House passes bill taxing Wall Street bonuses

  • House passes measure to recoup bonuses with a vote of 328-93
    Bill would tax bonuses of people in firms that received at least $5 billion in bailout
    People with incomes over $250,000 who received bonuses would be taxed at 90%
  • A similar Senate bill aims to recoup bonuses by taxing individuals and companies
 

ilkhan

Well-Known Member
Big freakin' deal who cares if they get bonuses its a drop in the bucket anyway. The thing I don't like it them using our money to buy up and consolidate their power on our dime. I mean the bailout legislation had the bonuses written into them to protect the bonuses. AND it was a Democrat that wrote the bill. So put aside all this Democrat/Republican argument they work for the same people its a big show for your entertainment thats it. Its like the WWE.

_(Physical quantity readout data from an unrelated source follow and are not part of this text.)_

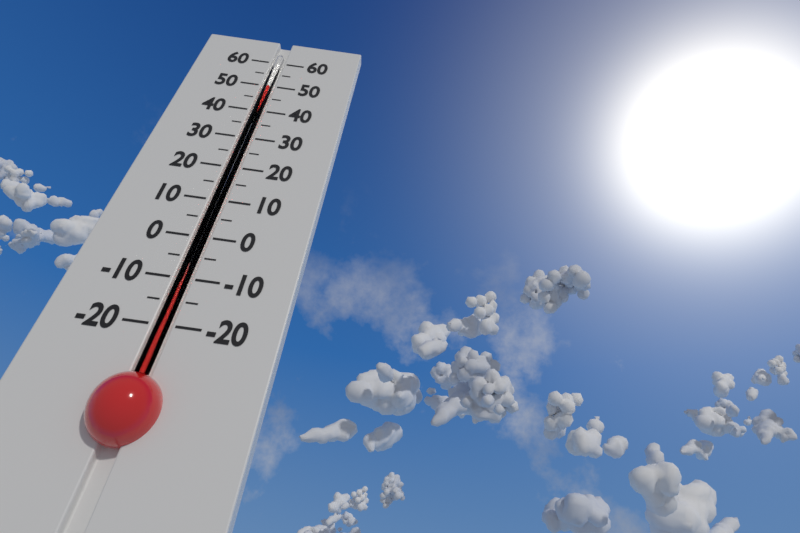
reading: 50 (no unit)
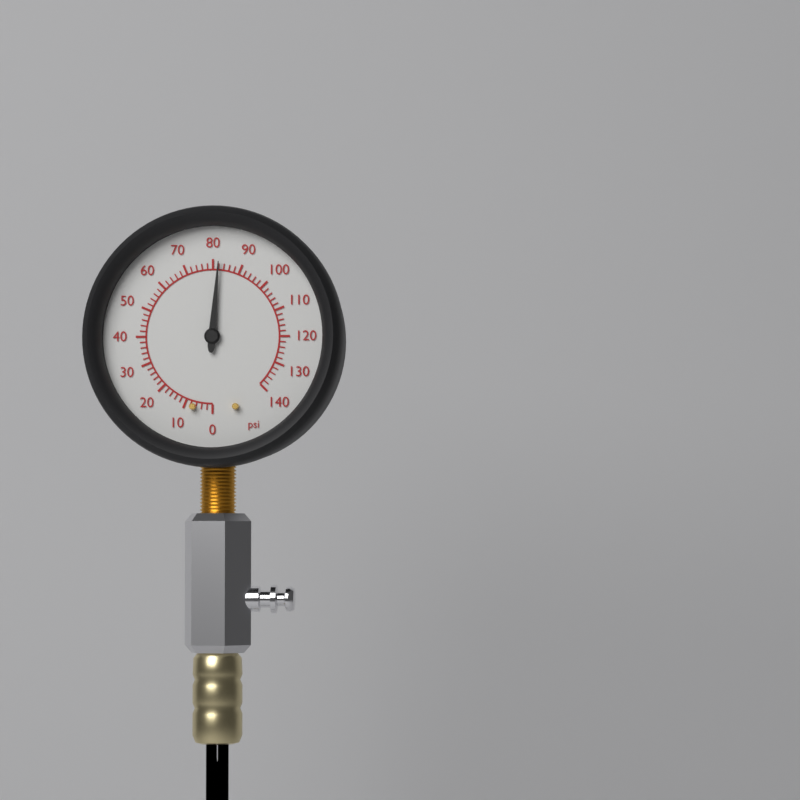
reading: 82 psi
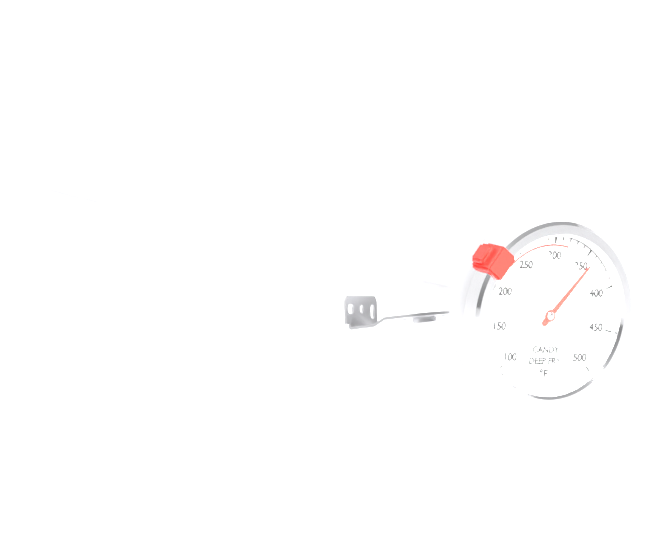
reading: 360 °F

Look we can debate the merits and flaws of Socialism latter!! Hell I could go for a little bit of Socialism. Roll the FED into the Treasury Dept so congress can have proper oversight. Better yet do away with the whole damn system and return to gold or silver. Stop barrowing from other countries. The only thing that a central Bank is good for is timing the market that is what it does. It runs the stock market up with easy money. Then pulls the floor out from under everyone. Stock Prices plumet and the Banksters come in and buy up everything for pennies on the dollar. And guess who owns the FED its Global banking Cartels that own it and stand to gain when the market is MADE to slump. Yes Gold Has a buisness cycle but with the FED its much worse.

What do you think the world is going to be like under a Global World Bank (Thats what we are headed for) same old song just a new much bigger band.
 

misshestermoffitt

New Member
Ilkhan, do you realize the size of their bonus'? They want to pay 73 million dollars to 73 employees. That's a million per person. If you can't pay your bills as it is, should you really be tossing out that kind of cash? To people who obviously can't run a company successfully seeing as how they're BROKE.
 

bobharvey

Well-Known Member
Do you people not realize that the banks own the government? The banks are openly calling for a one world government ran by a "world bank." They are fucking everything up on purpose. It's called "problem, reaction, solution." Karl Marx/engles called it "thesis, antithesis, synthesis." They create the problem, then propose the solution. They engineer the entire thing and then save everyone and continue ahead with their agenda. Their agenda if it isn't already obvious to everyone is to tax EVERYTHING we do.
 

ANC

Well-Known Member
The irony is these are paid as retention bonuses.... asif these guys could get employement elsewhere based on their recent track record.
 

misshestermoffitt

New Member
I say let them quit. I bet there are thousands of people out there who can come in, do a better job and expect less pay.

No bonus and don't let the door hit ya where the lord split ya !!!



P.S. the people getting bonus' don't want it made public that they received a bonus, they're scared that citizens that have been driven over the edge by the economy will seek them out and kill them. At least they're smart enough to know that when a person gets to that point, there is no payoff.